Joseph Seppi, national security program manager of Dayton, Ohio-based Woolpert, Inc., an architecture, engineering and geospatial firm, says his company has been using Acute3D since last summer and finds it works particularly well with extremely large image sets. “There are some other products out there, but none that work as well or on large projects involving tens of thousands, or even hundreds of thousands of input images,” Seppi says.

“We are using it with airborne data primarily. We are collecting pretty large areas, the size of a city for example, and taking all of that imagery and running it though Acute3D. It will actually create a very dense, colorized point cloud up to the average native image resolution, or you can do this textured mesh; that’s what they call their model. It does not contain any intelligence about the features. It’s not doing auto feature extraction, its not classifying anything, its just doing a very accurate 3D reconstruction of the objects in a scene.” Seppi says the output can be taken into a classification package for further feature extraction.

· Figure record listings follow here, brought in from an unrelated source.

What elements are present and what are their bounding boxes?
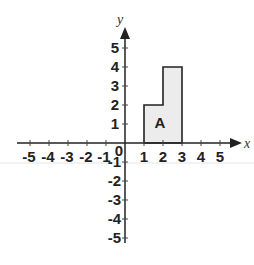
y-tick-label: -4 [108,210,122,227]
x-tick-label: -3 [60,148,73,165]
origin-label: 0 [115,142,123,159]
x-tick-label: 1 [140,148,148,165]
x-tick-label: 2 [159,148,167,165]
coordinate-plane: -5 -4 -3 -2 -1 1 2 3 4 5 5 4 3 2 1 -1 -2… [0,0,254,265]
y-tick-label: 3 [111,77,119,94]
y-tick-label: 4 [111,58,120,75]
y-tick-label: 1 [111,115,119,132]
x-axis-label: x [243,136,251,151]
y-tick-label: -3 [108,191,121,208]
x-tick-label: 3 [178,148,186,165]
x-tick-label: -5 [22,148,35,165]
x-axis-arrow-icon [230,138,242,148]
x-tick-label: 5 [216,148,224,165]
y-tick-label: -2 [108,172,121,189]
y-tick-label: 5 [111,39,119,56]
region-a-label: A [155,114,166,131]
x-tick-label: -4 [41,148,55,165]
region-a [144,67,182,143]
y-tick-label: -5 [108,229,121,246]
y-axis-label: y [115,12,124,27]
y-axis-arrow-icon [120,27,130,39]
x-tick-label: -2 [79,148,92,165]
y-tick-label: 2 [111,96,119,113]
x-tick-label: 4 [197,148,206,165]
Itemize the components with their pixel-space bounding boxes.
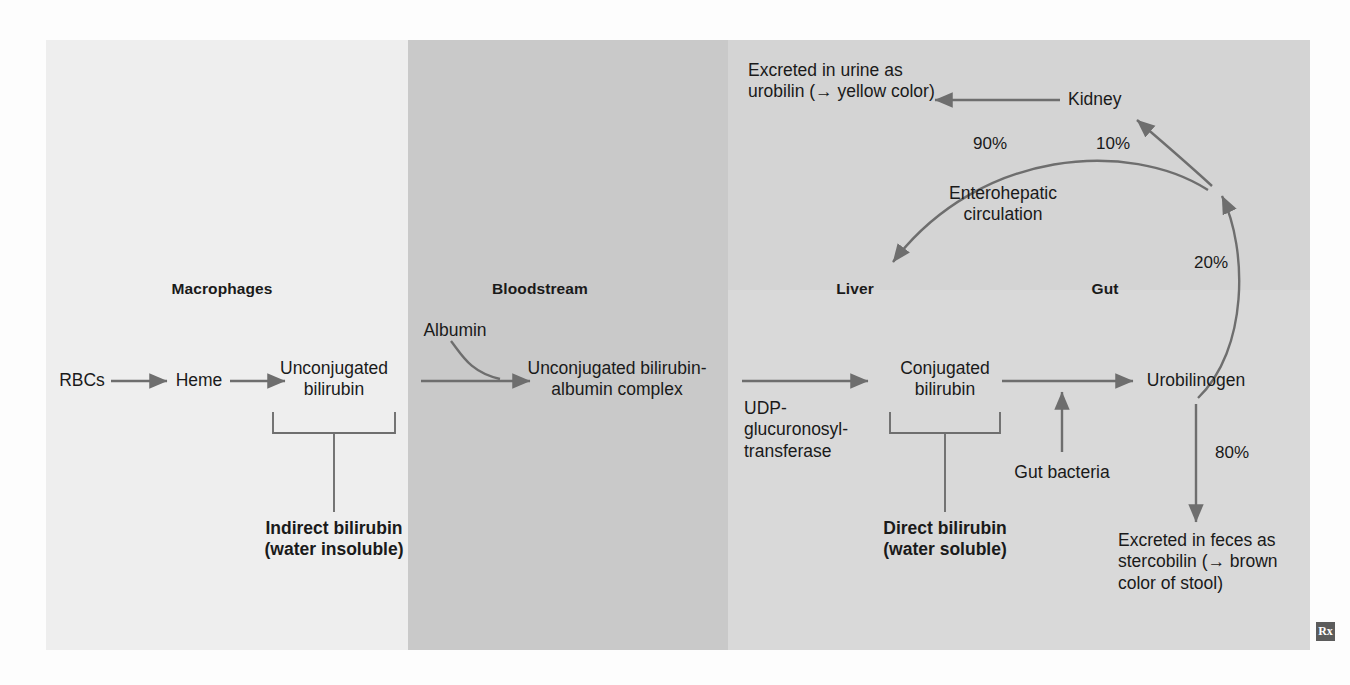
node-unconjugated-bilirubin: Unconjugated bilirubin [280, 358, 388, 401]
column-header-macrophages: Macrophages [171, 280, 272, 299]
node-feces-excretion: Excreted in feces as stercobilin (→ brow… [1118, 530, 1278, 594]
label-percent-10: 10% [1096, 134, 1130, 155]
node-direct-bilirubin: Direct bilirubin (water soluble) [883, 518, 1007, 561]
node-gut-bacteria: Gut bacteria [1014, 462, 1109, 483]
label-percent-20: 20% [1194, 253, 1228, 274]
node-urine-excretion: Excreted in urine as urobilin (→ yellow … [748, 60, 935, 103]
column-header-liver: Liver [836, 280, 874, 299]
node-udp-glucuronosyltransferase: UDP- glucuronosyl- transferase [744, 398, 848, 462]
label-percent-90: 90% [973, 134, 1007, 155]
node-urobilinogen: Urobilinogen [1147, 370, 1245, 391]
node-albumin: Albumin [423, 320, 486, 341]
node-heme: Heme [176, 370, 223, 391]
node-unconjugated-albumin-complex: Unconjugated bilirubin- albumin complex [528, 358, 707, 401]
column-header-bloodstream: Bloodstream [492, 280, 588, 299]
node-kidney: Kidney [1068, 89, 1122, 110]
node-indirect-bilirubin: Indirect bilirubin (water insoluble) [264, 518, 403, 561]
label-enterohepatic-circulation: Enterohepatic circulation [949, 183, 1057, 226]
column-header-gut: Gut [1092, 280, 1119, 299]
node-rbcs: RBCs [59, 370, 105, 391]
rx-logo: Rx [1316, 622, 1335, 641]
bilirubin-metabolism-diagram: Macrophages Bloodstream Liver Gut RBCs H… [0, 0, 1350, 685]
column-band-bloodstream [408, 40, 728, 650]
label-percent-80: 80% [1215, 443, 1249, 464]
node-conjugated-bilirubin: Conjugated bilirubin [900, 358, 990, 401]
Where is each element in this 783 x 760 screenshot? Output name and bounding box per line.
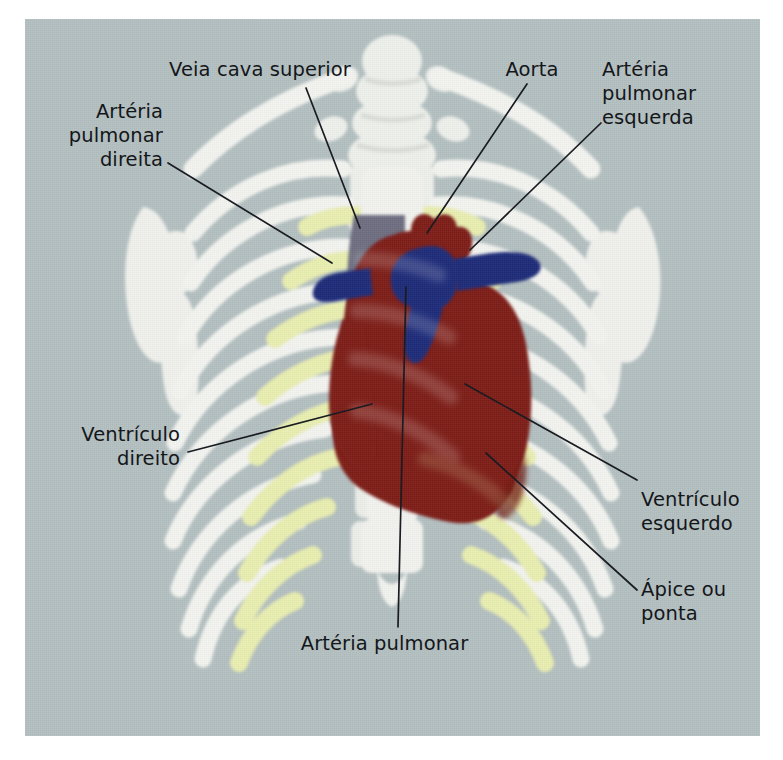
label-apice-ou-ponta: Ápice ou ponta bbox=[641, 578, 761, 626]
anatomy-figure: Veia cava superior Artéria pulmonar dire… bbox=[0, 0, 783, 760]
label-arteria-pulmonar-direita: Artéria pulmonar direita bbox=[38, 100, 163, 172]
label-veia-cava-superior: Veia cava superior bbox=[155, 58, 365, 82]
label-ventriculo-esquerdo: Ventrículo esquerdo bbox=[641, 488, 776, 536]
label-arteria-pulmonar-esquerda: Artéria pulmonar esquerda bbox=[602, 58, 742, 130]
label-ventriculo-direito: Ventrículo direito bbox=[40, 423, 180, 471]
label-aorta: Aorta bbox=[492, 58, 572, 82]
label-arteria-pulmonar: Artéria pulmonar bbox=[262, 632, 507, 656]
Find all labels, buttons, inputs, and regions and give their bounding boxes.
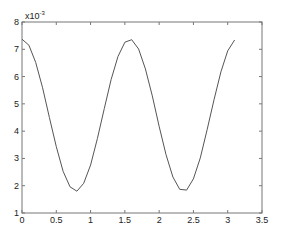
x-tick-label: 2 [157, 215, 162, 225]
x-tick-label: 1 [88, 215, 93, 225]
y-tick-label: 3 [14, 153, 19, 163]
y-tick-label: 1 [14, 208, 19, 218]
x-tick-label: 0 [19, 215, 24, 225]
y-tick-label: 4 [14, 126, 19, 136]
y-tick-label: 5 [14, 99, 19, 109]
x-tick-label: 3.5 [256, 215, 269, 225]
y-tick-label: 6 [14, 72, 19, 82]
x-tick-label: 1.5 [119, 215, 132, 225]
x-tick-label: 3 [225, 215, 230, 225]
line-chart: 00.511.522.533.5 12345678 x10-3 [0, 0, 281, 235]
x-tick-label: 2.5 [187, 215, 200, 225]
y-tick-label: 8 [14, 17, 19, 27]
y-tick-label: 2 [14, 181, 19, 191]
x-tick-label: 0.5 [50, 215, 63, 225]
figure-background [0, 0, 281, 235]
y-tick-label: 7 [14, 44, 19, 54]
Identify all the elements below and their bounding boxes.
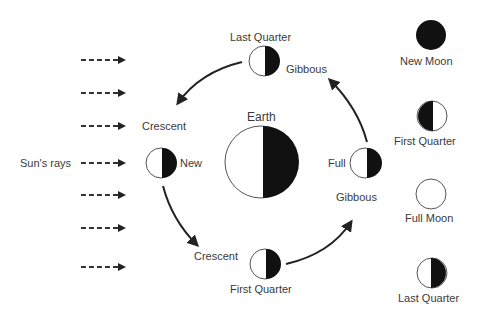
orbit-label-full: Full <box>328 157 346 169</box>
moon-full-position-icon <box>350 148 382 178</box>
orbit-label-last-quarter: Last Quarter <box>230 31 291 43</box>
orbit-arrow-icon <box>286 222 351 264</box>
sun-rays <box>81 60 124 267</box>
moon-last-quarter-position-icon <box>249 46 280 76</box>
earth-label: Earth <box>247 111 276 123</box>
legend-label-full-moon: Full Moon <box>405 212 453 224</box>
orbit-arrow-icon <box>163 186 197 245</box>
orbit-label-gibbous-top: Gibbous <box>286 63 327 75</box>
orbit-label-first-quarter: First Quarter <box>230 283 292 295</box>
legend-label-last-quarter: Last Quarter <box>398 292 459 304</box>
diagram-canvas <box>0 0 491 318</box>
legend-first-quarter-icon <box>417 101 447 131</box>
orbit-arrow-icon <box>330 80 367 142</box>
legend-full-moon-icon <box>416 179 446 209</box>
moon-new-position-icon <box>146 148 177 178</box>
moon-first-quarter-position-icon <box>250 249 281 279</box>
orbit-label-new: New <box>180 157 202 169</box>
legend-new-moon-icon <box>416 20 446 50</box>
orbit-label-crescent-upper: Crescent <box>142 120 186 132</box>
orbit-label-crescent-lower: Crescent <box>194 250 238 262</box>
sun-rays-label: Sun's rays <box>20 157 71 169</box>
orbit-arrow-icon <box>178 62 242 103</box>
earth-icon <box>225 126 299 198</box>
legend-label-first-quarter: First Quarter <box>394 135 456 147</box>
legend-label-new-moon: New Moon <box>400 55 453 67</box>
moon-phases-diagram: Sun's rays Earth Last Quarter Gibbous Cr… <box>0 0 491 318</box>
orbit-label-gibbous-bottom: Gibbous <box>336 191 377 203</box>
legend-last-quarter-icon <box>417 258 447 288</box>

“What’s special about it is that the quality of the models is quite good. We have looked at some other products and open source tools. They either don’t do as good a job, or they do as good a job but can’t handle the amount of data,” Seppi says.

Bentley's Camateros says "We think it is a core functionality that will bring a lot of value."

In a statement about the acquisition, Keith Bentley, Bentley Systems founder and CTO, observed, "Acute3D has made it possible for anyone to sufficiently capture existing conditions with just a camera. … [But] rather than a voluminous cloud of discrete points, Acute3D produces a 3D 'reality mesh' intrinsically in the same geometric idiom as engineering models, readily aligning the real-world context."